The EU is amending its legal framework on copyright to modernise it. Countries have two years to bring their national legal structures in line. The new rules ensure protection for authors and artists, while opening up new possibilities for accessing and sharing copyright-protected content online throughout the European Union.
The directive addresses a variety of issues, which can be grouped together under three categories:
- Adaptation of copyright exceptions/limitations to the digital and cross-border environment
The directive introduces mandatory exceptions to copyright for the purposes of text and data mining, online teaching activities and the preservation and online dissemination of cultural heritage. - Improvement of licensing practices to ensure wider access to creative content
The directive provides for harmonised rules facilitating the:exploitation of works that have stopped being commercialised (out-of-commerce works),
issuing of collective licences with extended effect and rights clearance for films by video-on-demand platforms. - Achievement of a well-functioning marketplace for copyright
The directive introduces a new right for press publishers for the online use of their press publications. Authors of works incorporated in the press publication will be entitled to a share of the press publisher's revenue deriving from this new right.
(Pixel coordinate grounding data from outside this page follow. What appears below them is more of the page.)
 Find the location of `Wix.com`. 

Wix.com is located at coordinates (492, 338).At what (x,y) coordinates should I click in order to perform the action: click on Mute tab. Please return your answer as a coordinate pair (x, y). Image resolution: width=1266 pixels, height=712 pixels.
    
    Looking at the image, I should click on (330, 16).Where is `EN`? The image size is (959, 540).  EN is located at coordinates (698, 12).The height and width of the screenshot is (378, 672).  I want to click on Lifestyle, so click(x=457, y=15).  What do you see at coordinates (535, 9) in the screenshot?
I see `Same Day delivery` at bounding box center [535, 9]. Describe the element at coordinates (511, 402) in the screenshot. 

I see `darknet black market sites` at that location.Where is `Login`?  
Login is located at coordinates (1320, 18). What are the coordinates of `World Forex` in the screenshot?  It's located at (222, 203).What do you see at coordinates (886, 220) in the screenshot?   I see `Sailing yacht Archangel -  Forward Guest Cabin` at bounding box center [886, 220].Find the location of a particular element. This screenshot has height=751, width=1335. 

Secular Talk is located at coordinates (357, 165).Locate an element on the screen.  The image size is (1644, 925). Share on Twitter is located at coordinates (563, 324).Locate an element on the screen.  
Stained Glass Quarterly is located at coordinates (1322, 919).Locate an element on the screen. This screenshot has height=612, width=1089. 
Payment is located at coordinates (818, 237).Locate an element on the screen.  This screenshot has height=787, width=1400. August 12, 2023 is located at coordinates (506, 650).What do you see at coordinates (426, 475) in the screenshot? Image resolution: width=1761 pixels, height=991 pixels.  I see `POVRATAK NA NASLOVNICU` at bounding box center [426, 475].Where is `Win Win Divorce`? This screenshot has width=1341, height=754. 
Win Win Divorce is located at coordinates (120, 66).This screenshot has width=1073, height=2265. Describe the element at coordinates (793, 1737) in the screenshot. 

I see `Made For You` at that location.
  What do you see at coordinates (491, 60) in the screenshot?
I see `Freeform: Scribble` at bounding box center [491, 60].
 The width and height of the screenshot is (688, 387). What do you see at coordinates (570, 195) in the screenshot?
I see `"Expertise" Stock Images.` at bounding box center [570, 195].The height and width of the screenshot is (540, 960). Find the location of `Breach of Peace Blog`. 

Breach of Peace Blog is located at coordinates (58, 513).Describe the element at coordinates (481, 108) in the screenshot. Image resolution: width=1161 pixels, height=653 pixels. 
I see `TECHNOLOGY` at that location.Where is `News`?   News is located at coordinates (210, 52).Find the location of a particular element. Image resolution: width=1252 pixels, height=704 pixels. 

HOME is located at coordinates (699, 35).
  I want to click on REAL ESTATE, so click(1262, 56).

As regards online content sharing platforms, which are based on the “user-uploaded-content” model, the directive clarifies the legal framework within which they operate. Such platforms will in principle have to obtain a licence for copyright protected works uploaded by users unless a number of conditions provided for in the directive are met. Rightholders will therefore be able to better negotiate the conditions of the exploitation of their online works and be remunerated for the online use of their content by these platforms. At the same time, the directive allows users to generate and upload content freely, for purposes of quotation, criticism, review, caricature, parody and pastiche. To that effect, it transforms these exceptions, currently optional for member states, into mandatory exceptions for this particular type of use.
The directive also enshrines authors' and performers' right to appropriate and proportionate remuneration upon the licensing or transfer of their rights and introduces a transparency obligation concerning the exploitation of licensed works, as well as a remuneration adjustment mechanism, accompanied by a dedicated alternative dispute resolution mechanism. Software developers are excluded from these rules.